Dr. Laurel C. Schneider is Associate Professor of Theology, Ethics and Culture at Chicago Theological Seminary. Her teaching areas include: constructive proposals in theology; feminism and postmodernism; the relationships between theological ideas and social organization; queer theory and its intersections with multicultural feminist and womanist approaches to ethics and theology. She is author of Re-Imagining the Divine: Confronting the Backlash Against Feminist Theology (Pilgrim Press) and Revelations: Divine Multiplicity in a World of Difference (Routledge, forthcoming).

Rev. Dr. Emilie M. Townes is the Carolyn Williams Beaird Professor of Christian Ethics at Union Theological Seminary in New York City and an American Baptist clergy. She is the author of several books and is currently engaged in study of structural evil.

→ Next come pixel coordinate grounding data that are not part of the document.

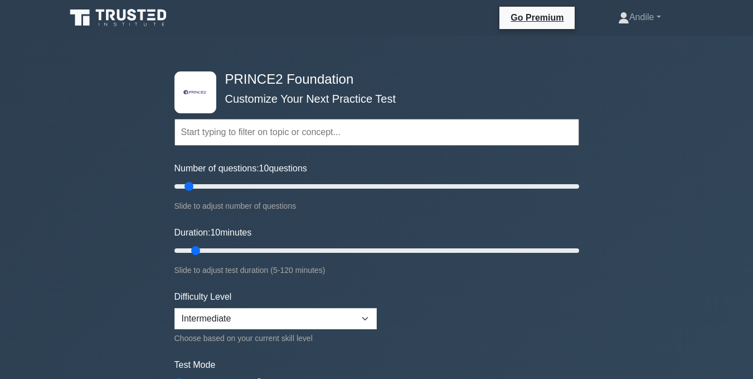 This screenshot has width=753, height=379. I want to click on label: Duration: minutes, so click(213, 233).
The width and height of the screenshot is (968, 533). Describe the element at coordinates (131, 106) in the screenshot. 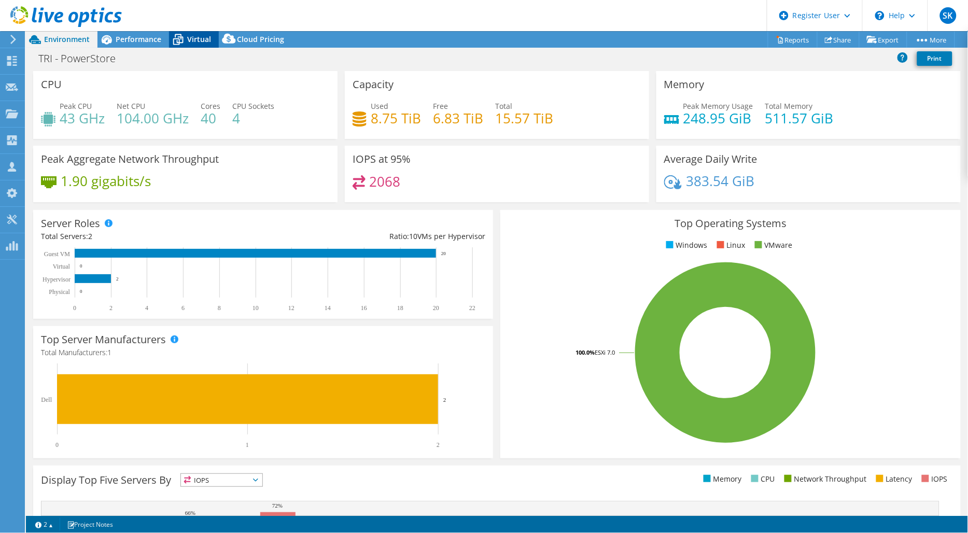

I see `span: Net CPU` at that location.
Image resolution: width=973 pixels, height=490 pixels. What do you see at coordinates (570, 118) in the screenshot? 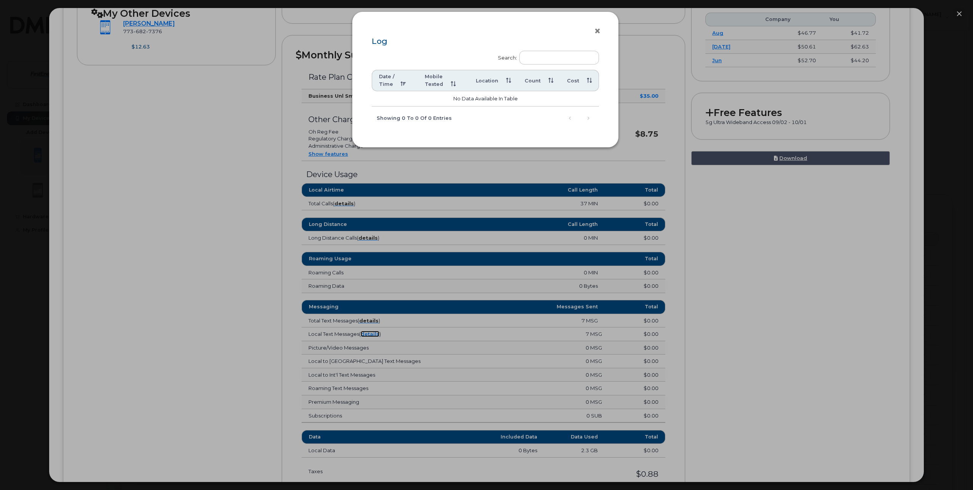
I see `a: Previous` at bounding box center [570, 118].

Dr. Heather R. White is a scholar of American religious history with a Ph.D. in religion from Princeton University. Her doctoral thesis investigates the histories of lesbian and gay communities in the U.S. and the influential support of liberal Protestant leaders for the early gay rights movement from the post-war period through 1980. Heather's book based upon this research is (tentatively) titled Mainline Protestants and the Rise of Gay Rights.

Dr. Melissa M. Wilcox is a sociologist and historian of religion who specializes in gender studies and sexuality studies. She is author of Coming Out in Christianity: Religion, Identity, and Community (Indiana University Press, 2003) and co-editor of Sexuality and the World's Religions (ABC-CLIO, 2003); she has also written numerous articles on LGBT studies in religion. She is currently working on a new book, tentatively entitled Spirituality and Sex in the City: L.A. Identities in Practice and Theory, which focuses on the spiritual and religious identities of lesbian, bisexual, and transgender women in Los Angeles. Dr. Wilcox teaches in the Religion Department and Gender Studies program at Whitman College in Washington State.

Rev. Dr. D. Mark Wilson, an ordained American Baptist minister, is the Assistant Professor in Ministry and Congregational Leadership at the Pacific School of Religion (Berkeley, California) and a Lecturer in the Department of Sociology, at UC Berkeley. Formerly pastor of of McGee Avenue Baptist Church in Berkeley, Wilson is a graduate of Howard University, Harvard Divinity School and the University of Michigan, where he received his Ph.D. in Sociology.